Strengthening Economic Resiliency: Investing in the American Worker

Event Highlights

Strengthening Economic Resiliency:
Investing in the American Worker
November 13, 2020

By Kiley Lambert, Bloomberg Live

Economists and experts may look back and refer to 2020 as a “lost year.” The COVID-19 pandemic had a drastic and immediate impact on American workers, businesses and the economy. In many ways the pandemic was a catalyst—accelerating trends that were already in motion such as workplace flexibility, mobility, and digital transformation.

In this briefing, we engaged with top leaders to gather their insights on what it will take to get America back to work–what the future job market might look like, the role of technology in creating the next-generation of jobs, and the role of policy in creating good, high-paying jobs as the labor economy continues its shift toward high-skilled work.

 

Click here to view video of today’s event.

Speakers  included:

  • Rob Falzon, Vice Chairman, Prudential Financial, Inc.
  • Tamla Oates-Forney, SVP, Chief People Officer, Waste Management
  • Jared Spataro, Corporate Vice President, Microsoft 365, Microsoft
  • Patrick T. Harker, President and CEO, The Federal Reserve Bank of Philadelphia

Bloomberg Host:

  • Carol Massar, Anchor, Bloomberg Businessweek TV & Radio

 

Event Highlights:

 

  • The Future is Unwritten
    Many of the technology trends toward digitization that companies were grappling with before the pandemic have been accelerated as work forces have moved to fully or mostly remote environments.
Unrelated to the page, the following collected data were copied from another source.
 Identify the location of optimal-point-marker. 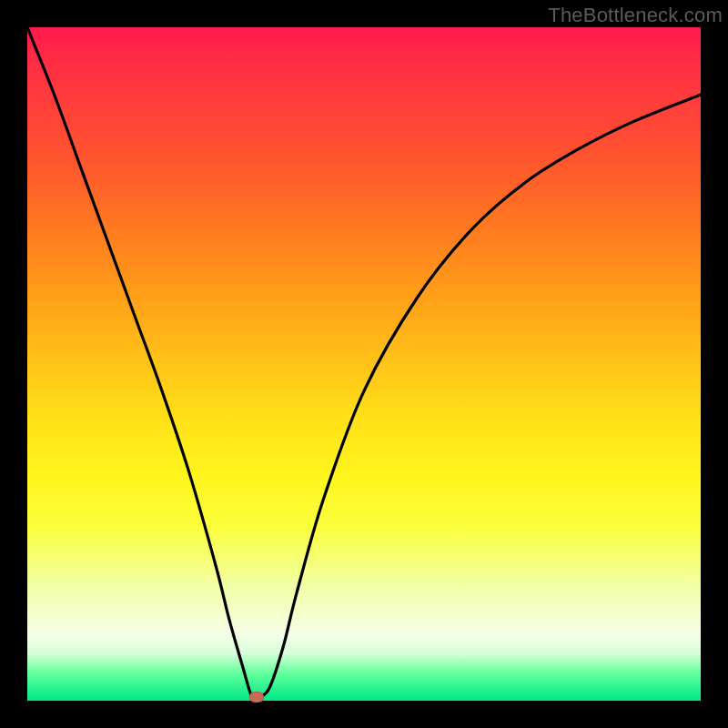
(257, 697).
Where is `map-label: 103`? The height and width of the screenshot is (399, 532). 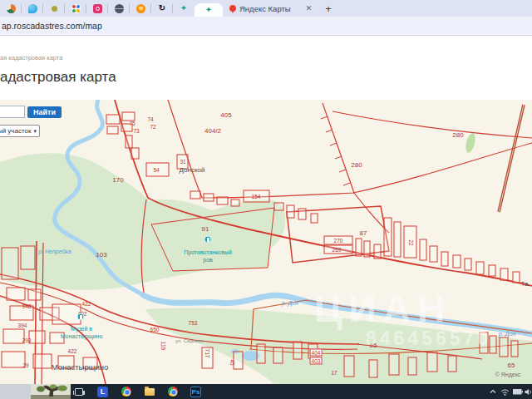 map-label: 103 is located at coordinates (101, 254).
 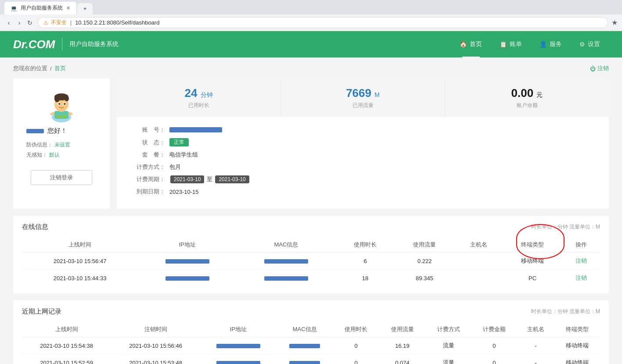 What do you see at coordinates (363, 105) in the screenshot?
I see `stat-flow-label: 已用流量` at bounding box center [363, 105].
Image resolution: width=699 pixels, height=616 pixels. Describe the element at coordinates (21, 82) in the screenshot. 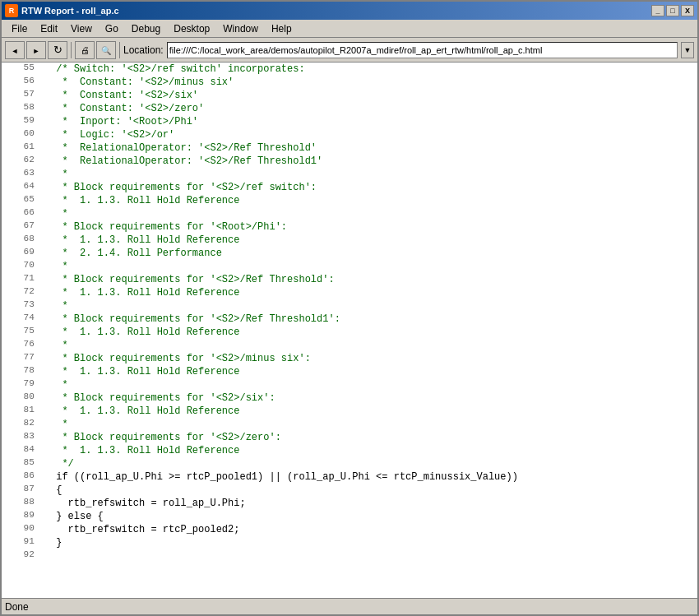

But are these trends necessarily a net positive?
  • Rob Falzon, Vice Chair of Prudential, said that the surveys Prudential has conducted have shown a definite acceleration toward automation and digitization but the jury is still out on whether it’s going to be good or bad in the long run for American workers. “To date, it’s been good,” Falzon said. “Productivity is up pretty significantly or maintained if not up, I guess I should say. And in part that’s because of the adoption of technology and the fact that the workers have gained the skills to apply the technology that we have.
    “But in a remote environment, and as the technology begins to progress, whether workers can keep the skills and gain the new skills, I think is the question mark. And I think we’re already beginning to see at the edge, some fraying of that, where they’re not getting as much learning. They’re not learning as much on the job. And that’s the concern, that if we want to have this be a good inflection point for American workers, I think we need to look back at how we’re doing with regard to ongoing training for those workers.”
  • Tamla Oates-Forney, Chief People Officer for Waste Management, said that the move to remote work, even under such dire circumstances, has shown the “art of what’s possible.”
    “I like to look at it as a glass half full,” Oates-Forney said. “ But I think it is something that we’re going to have to continue to monitor to determine how we lead, manage and teach differently to ensure we’re able to capitalize” on the learnings gained during the last several months.
  • Jared Spataro, Corporate Vice President for Microsoft 365, said that Microsoft research has shown higher levels of burnout among workers due to the erasure of the line between home and office, but on the flipside, the rapid implementation of technological tools has added flexibility that workers enjoy.
    “82% of managers say that they’d like to have more flexible work from home policies, post-pandemic, and 71% of employees are saying that they’d also like to continue to work from home after the pandemic,” Spataro said. “So we tend to see it as, you know, having challenges and silver linings. We think that how all this works out is kind of up to us, which is very exciting. I think we can band together and find the good and capitalize on it.”
  • Patrick T. Harker, President and CEO of The Reserve Bank of Philadelphia, said that retraining and re-skilling are at the heart of any future American worker success story. Marginalized communities have been hit hard by both the pandemic itself and the knock-on economic effects. Getting those communities back to work is key.
    Automation has already negatively affected the availability of many jobs and the pandemic has accelerated those trends.
    “Here is where we really need to focus on retraining those people into different jobs as quickly as we can,” Harker said. “ And there are jobs for them.”
    Citing a study done by the Cleveland Fed, he talked about the ability to map existing skill sets on to new jobs. “They said, take a low skilled job that may be going away because of automation or because of the pandemic. Say, travel, tourism or hospitality. Map that skill set that they have like a sales skill set to a higher paying job. And what’s the skill set that you need, the training that you need to do that? They looked at 33 metro areas across the US and roughly half the jobs they could match from one skill set to a higher skill set with an average increase in salary. So this is real. That’s the opportunity if we just work together to make this happen.”